Our History

5 Generations of Grocers

An electronic eye guard the glass doors, opening them with a swish when someone comes near. Inside you can buy a frozen chunk of food to zap with a microwave and call it dinner. There are fresh strawberries to be plucked from plastic containers - even in the middle of winter.
If Fred Wilke were alive today, he'd find precious few similarities between Elkader's only grocery store and the little shop he ran in 1867 in the nearby town of Clayton Center.
But Fred, an 1863 immigrant from Westphalia, Germany and the Wilkes who are selling produce, meats and staples in Elkader have a lot in common.
Dave, of Elkader, is the fifth generation of Wilkes to help supply food for the consumers of Clayton County.
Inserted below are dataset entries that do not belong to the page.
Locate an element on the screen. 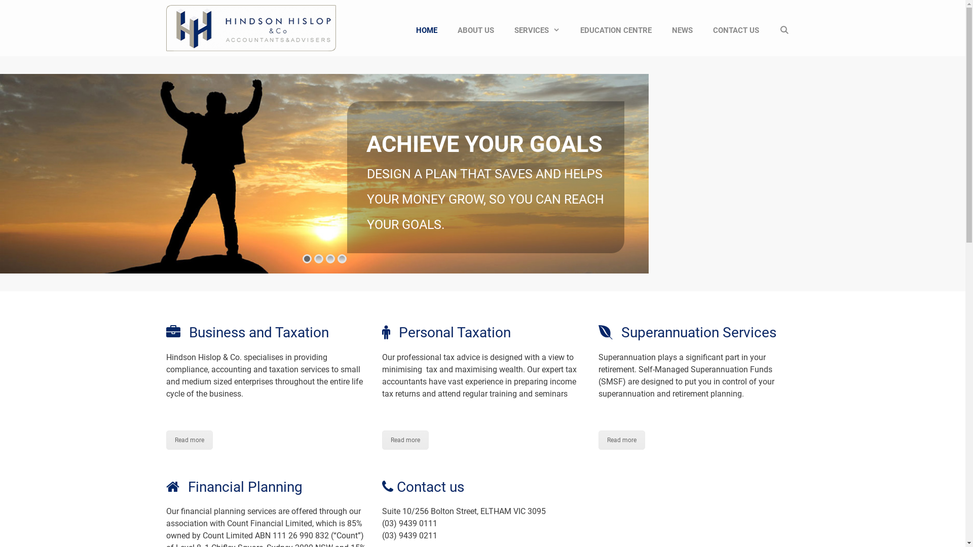  NEWS is located at coordinates (682, 30).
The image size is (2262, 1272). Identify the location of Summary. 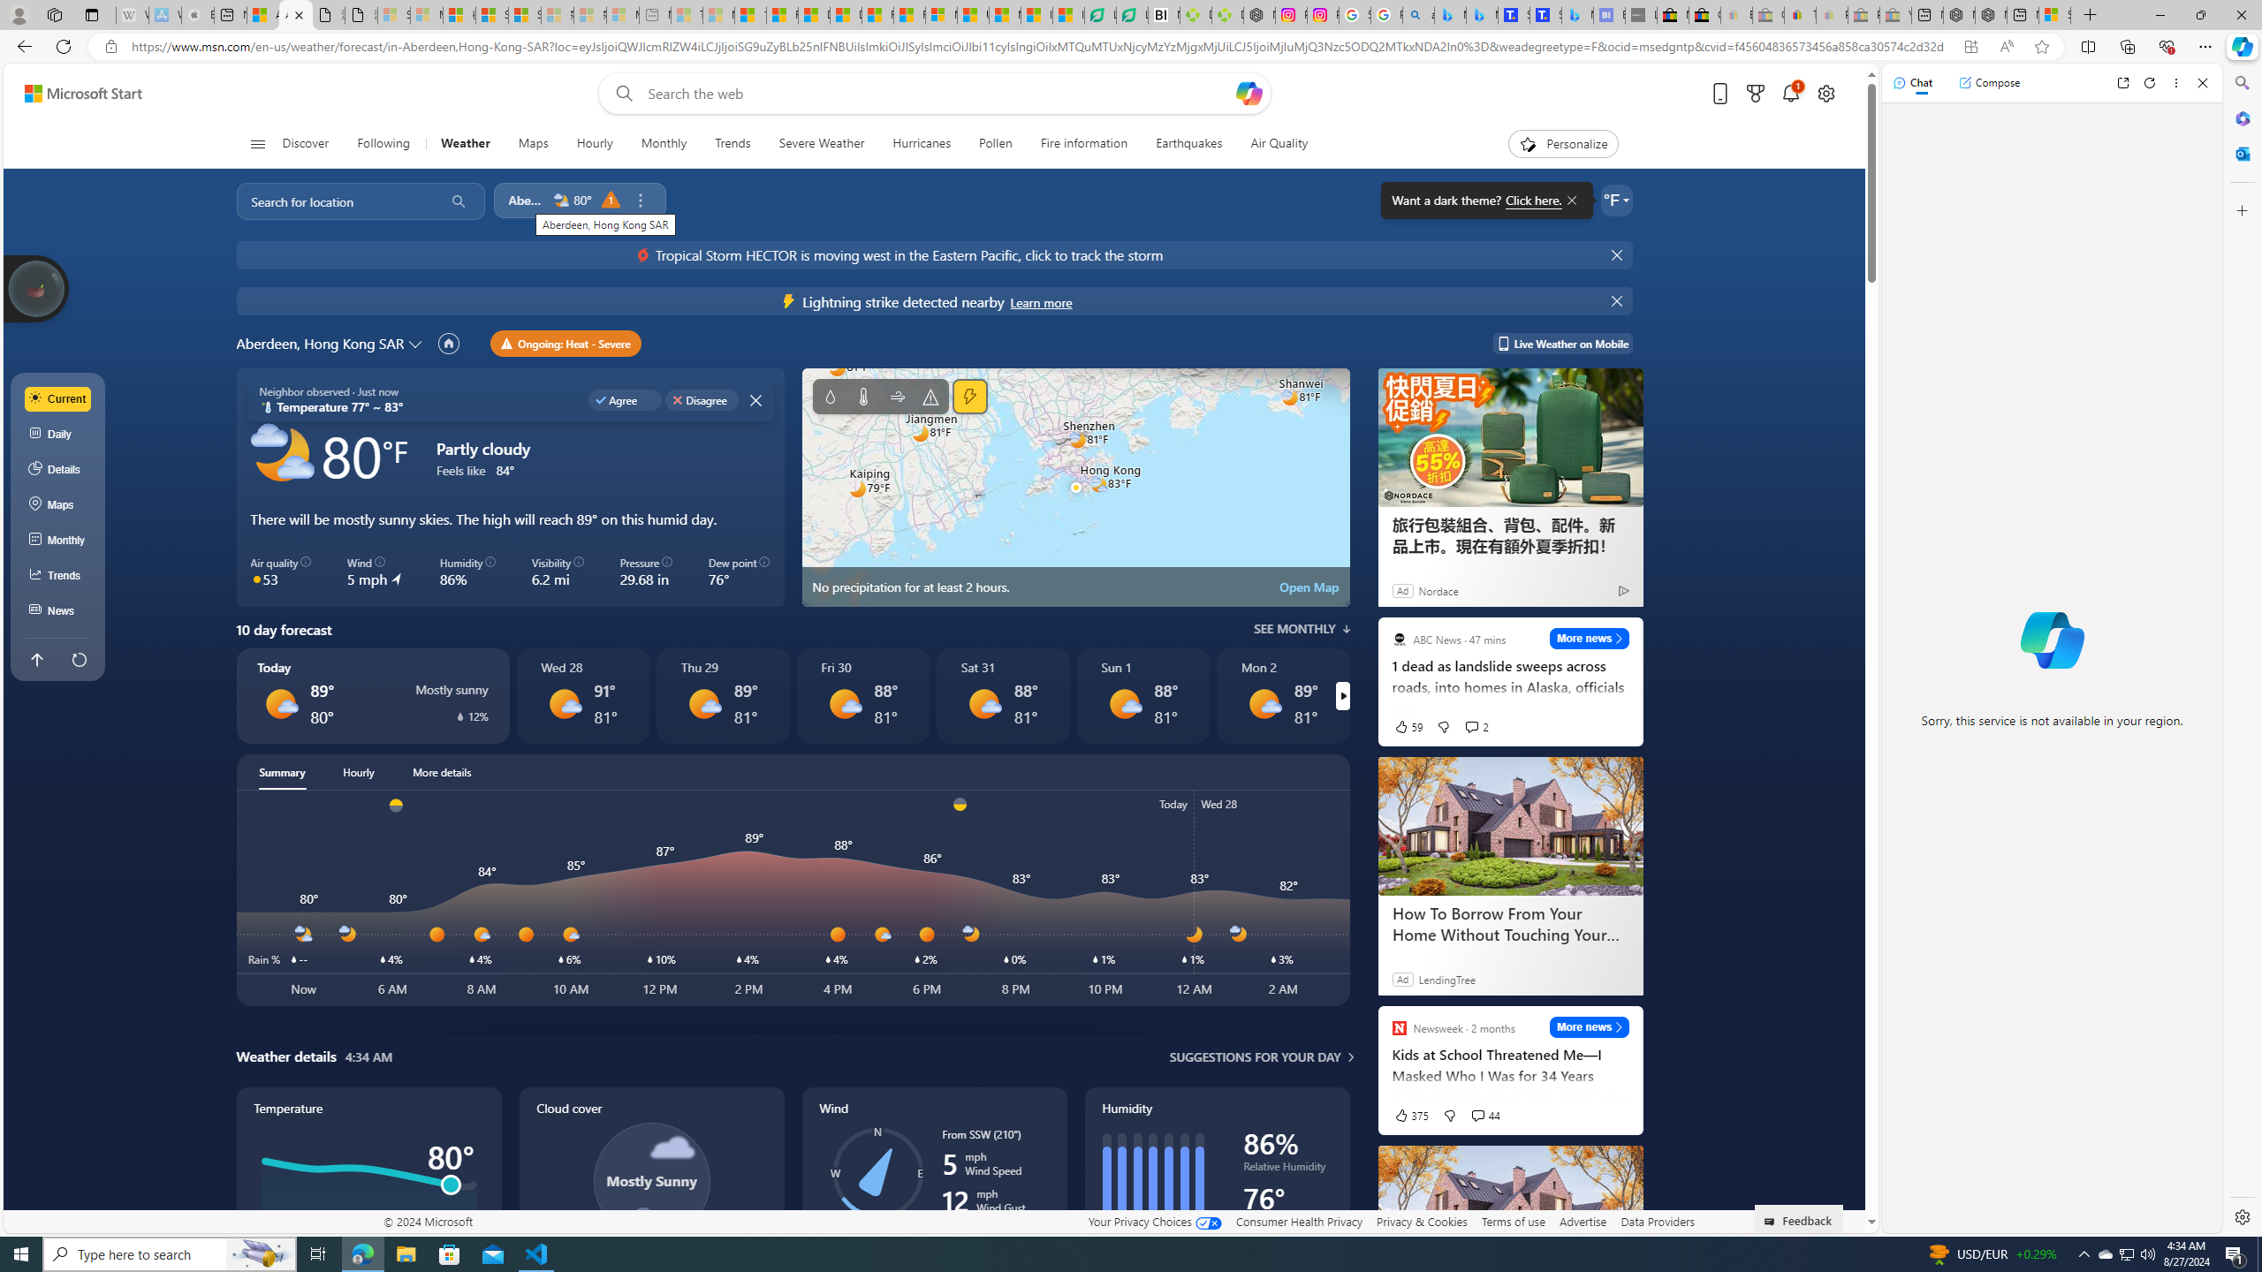
(281, 772).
One hundred and fifty one years after Fred Wilke opened his store, the Wilkes claim to have Iowa's oldest family-owned grocery business, a boast the Iowa Grocery Industry Association and Food Marketing Institute will back up.
From what Dave's father, Tom, has been able to piece together, his great-grandfather Fred bought land in Clayton Center on Feb 10, 1866, and opened a tailor's shop. When the town's general store burned down, probably in 1867, Fred added groceries and general merchandise to his own shelves.
Fred's brother Henry also opened a store called Gossman and Wilke's in Elkader in 1868. Henry's son Gus came into the business but later operated the Elkader Opera House where he had been the orchestra's only trombone player.
Family histories have a way of digressing into anecdotes about a great-uncle who played the trombone, or a grandfather (on Tom's mother's side) who was a butcher, or a spouse (Tom's wife MaryJo) who comes from a grocer's family, or Becky's (Dave's wife) maternal grandparents who ran a grocery store in Germany.
But the Wilke's family tradition progresses in a direct line from 1867 to present.
Fred's son, also named Henry, bought a St. Olaf store in 1901, where he worked until 1923 when it was sold to his son, Elmer "Dutch" Wilke.